Here’s the Bad News for America If Britain Leaves the EU
In a little more than a month, Britons will decide whether to remain in or leave the European Union—a choice that could shift alliances, economies and trade agreements throughout the developed world.
Americans have a big stake in whether the referendum results in a Brexit, as President Obama made clear when he flew to London last month and weighed in heavily in favor of continued British membership in the union. The fallout from a Brexit would range from a hit in financial markets and chronic economic uncertainty to a further weakening of the already-wobbly trans-Atlantic alliance. Add to this the possibility of a global currency war ignited by competitive devaluations in Britain and the Eurozone.
Related: Obama Says Brexit Wouldn’t Harm US-UK Intelligence Sharing
To be clear, there are plenty of factors to justify Britons in the “Out” camp, just as there were for Greeks last year. Unelected technocrats in Brussels and Frankfurt have effectively usurped power in the EU, leaving its democratic ideals more or less in ruins.
It’s a pitiful commentary; but imagine the EU’s governance framework in an American context and the protests its autocratic powers would incite. Nevertheless, a Brexit would instantly ripple across the Atlantic and hit American shores hard.
From the first, polls have predicted a close vote on referendum day, June 23, and this remains the case. The Financial Times’ “poll of polls” published a week ago gives 46 percent to the ‘In’ camp and 43 percent to the ‘Outs’.
A survey conducted for the Daily Mirror and The Independent and released Saturday showed 33 percent of decided voters favor the ‘In’ camp and 29 percent prefer the ‘Out’ alternative.
Related: IMF Says Brexit Would Lead to Weak Growth, Hit Home and Share Prices
But the Mirror/Independent poll also indicated that Prime Minister Cameron, Britain’s pre-eminent In, has the confidence of a mere 21 percent of Britons as he argues the In case, while the nation’s most influential “Outer,” the charismatic Boris Johnson, enjoys the confidence of nearly half the electorate.
After the International Monetary Fund finished a two-week review of the British economy last week, Managing Director Christine Lagarde described the consequences of a Brexit as lying somewhere between “pretty bad and very, very bad.” Lagarde warned of prolonged economic uncertainty, volatile financial markets, and a possible recession in Britain.
The British economy, let’s not forget, still struggles under the austerity policies Chancellor George Osborne insists on sticking with against all evidence. Last week the government reported that industrial production dropped for the second consecutive quarter, meaning manufacturers are technically in recession already.
Mark Carney the (Canadian) governor of the Bank of England, warned last week that Brexit would raise unemployment and prices, depress the pound, and “could possibly include a technical recession.” (In fairness, the BoE’s latest reports don’t forecast much differently even if Britain stays in the EU)

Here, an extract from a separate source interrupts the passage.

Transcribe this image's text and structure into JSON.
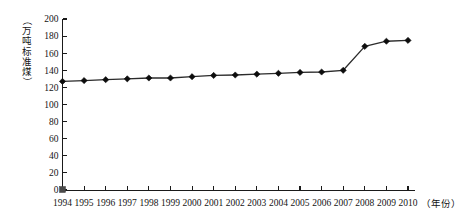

Related: UK Economy Slows as Global Weakness, Brexit Uncertainty Weigh
The principal worries among senior government and BoE officials are these:
• The pound breaks below its 40-year low of 1.35 to the dollar. As almost half of Britain’s exports go to the Eurozone, a currency war ensues—a second front, given that Japan may well spark one in the western Pacific when, as widely expected, it devalues.
• Inflation ticks up sharply.
• Inflationary pressure forces the BoE to raise interest rates. There goes what there is of Britain’s “recovery,” and the highly leveraged real estate market implodes.
• “Cameron will last about 15 minutes at 10 Downing Street after a vote to leave,” as one source wrote over the weekend, and political turmoil will ensue. The Conservatives will then face a split not unlike that now afflicting the Republican Party.
There’s nothing in this for Americans to like.
Related: France’s Sapin Says Brexit Would Affect London as Finance Hub
Obama’s concerns were more strategic when he spoke at Cameron’s side in London last month. The EU is key to Washington’s global security design, and Britain is its closest ally in it. A Brexit would mean the U.S. loses its strongest advocate within a united Europe, and a serious unraveling could ensue.
This could be a blow to Obama’s efforts to push through his Trans-Atlantic Trade and Investment Partnership, the European version of the TTP, the ambitious pact pending with Pacific nations. As Japan is key to the Trans-pacific Partnership, so is Britain to the TTIP.
More broadly, many members of the union—France and Italy high among them—are already weary of the West’s long-running standoff with Russia. In this same connection, they are also leery of NATO’s new buildup on the EU’s eastern flank including the deployment of new missile defenses in Romania.
Russia, predictably, asserts that the deployment made it and Europe less secure, not more, and it would be foolish to miss the extent to which many in Continental Europe are sympathetic to this view.
Britain’s is the strongest voice in Europe against the threat of a drift or rift in the Atlantic alliance along these lines. Washington can ill afford to let it go silent given the strains already evident within it.